Sheepishly, he adds: “I was hired as a waiter at Faberge in Kensington and Chelsea, but my first day was my last day. They were doing a launch and I was holding a tray full of champagne flutes while they did this presentation in front of all these super wealthy people.
“I was so exhausted from all the hours I was working I started to fall asleep and the whole tray fell out of my hand and onto the floor. There was glass everywhere and everyone went dead silent and turned round and looked at me.
“I said: ‘Don’t mind me!’ but there wasn’t a single laugh – they just looked as if to say: ‘What’s that peasant doing here?’ I was so embarrassed!”
After graduating, Calum took a job in sales at an indoor crazy golf club as he auditioned for role after role, including a small part as a solicitor on the cobbles in 2022, which he didn’t get.
“It’s demoralising, but it’s happened hundreds of times,” Calum reflects. “At auditions there’s about 100 nos for every one yes.”
Even after his stint on Hollyoaks, he wasn’t getting enough acting jobs to pay the bills, so was working as a car salesman when he auditioned for Joel.
Coronation Street
Calum has spoken out about the incredible efforts his nan went to when he was starting out ( Image: ITV)
He sold his last car on the morning he started the job at Coronation Street and walked from the car showroom to the studios.

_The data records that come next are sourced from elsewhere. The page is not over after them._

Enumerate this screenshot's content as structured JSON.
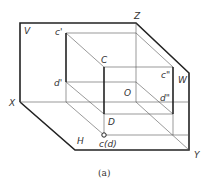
{
  "diagram": {
    "type": "three-plane projection",
    "caption": "(a)",
    "planes": {
      "V": "V",
      "H": "H",
      "W": "W"
    },
    "axes": {
      "X": "X",
      "Y": "Y",
      "Z": "Z",
      "origin": "O"
    },
    "points": {
      "C": "C",
      "D": "D",
      "c_prime": "c'",
      "d_prime": "d'",
      "c_double_prime": "c\"",
      "d_double_prime": "d\"",
      "cd_horizontal": "c(d)"
    }
  }
}
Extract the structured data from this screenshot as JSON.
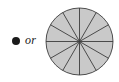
{
  "figure": {
    "bullet": {
      "icon": "bullet-dot-icon",
      "color": "#1a1a1a"
    },
    "connector_text": "or",
    "pie": {
      "label": "circle-divided-into-twelve-equal-sectors",
      "fill_color": "#c9c9c9",
      "stroke_color": "#3c3c3c",
      "center_x": 34.5,
      "center_y": 34.5,
      "radius": 33.5,
      "sector_count": 12,
      "sector_angle_degrees": 30,
      "start_angle_degrees": 0,
      "spoke_angles_degrees": [
        0,
        30,
        60,
        90,
        120,
        150,
        180,
        210,
        240,
        270,
        300,
        330
      ],
      "shaded_sectors": 12,
      "stroke_width": 0.9
    }
  },
  "chart_data": {
    "type": "pie",
    "title": "",
    "categories": [
      "1",
      "2",
      "3",
      "4",
      "5",
      "6",
      "7",
      "8",
      "9",
      "10",
      "11",
      "12"
    ],
    "values": [
      1,
      1,
      1,
      1,
      1,
      1,
      1,
      1,
      1,
      1,
      1,
      1
    ],
    "value_unit": "twelfth",
    "total": 12,
    "slice_fraction": "1/12",
    "slice_degrees": 30,
    "colors": [
      "#c9c9c9"
    ],
    "legend": "none",
    "grid": false,
    "xlabel": "",
    "ylabel": "",
    "annotations": [
      "or"
    ]
  }
}
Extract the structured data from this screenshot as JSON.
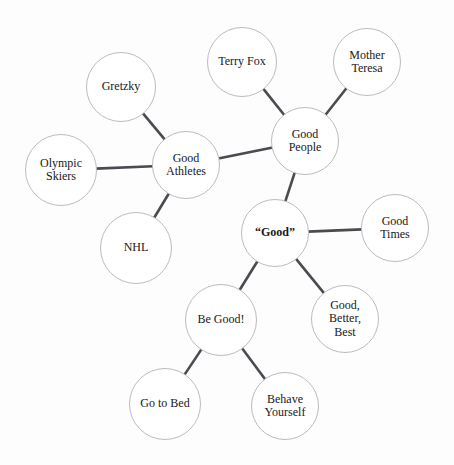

And it’s not just his work life that is finally working out.
Onscreen Joel recently became engaged to fellow lawyer Dee-Dee Bailey (Channique Sterling-Brown).
And, in a case of life imitating art, Calum proposed to his real-life girlfriend marketing executive, Roberta, at the weekend, saying: “About time I made an honest woman of her.”
The actor was inundated with messages of congratulations from co-stars, including Channique, Georgia Taylor (Toyah Battersby), Elle Mulvaney (Amy Barlow) and Lucy Fallon (Bethany Platt).
Bethany is not as big a fan of Joel as Lucy is of Calum, of course. In the episode which sparked Sue’s viral clip, Joel is revealed to have been behind the tragic disappearance of Lauren (Cait Fitton) despite Roy Cropper having been arrested and held behind bars. Joel was shown having brutally hit Lauren over the head several times with a chair leg, before paying off a young woman, Ellie, in exchange for her silence. In upcoming weeks he makes contact with yet another vulnerable teenager.
Calum has known all along about his character’s dark side.
He says: “Before my screen test my agent made me aware that Joel wasn’t very nice. He was doing nasty things to 17 year-old girls. I thought it was quite dark, but a big challenge.”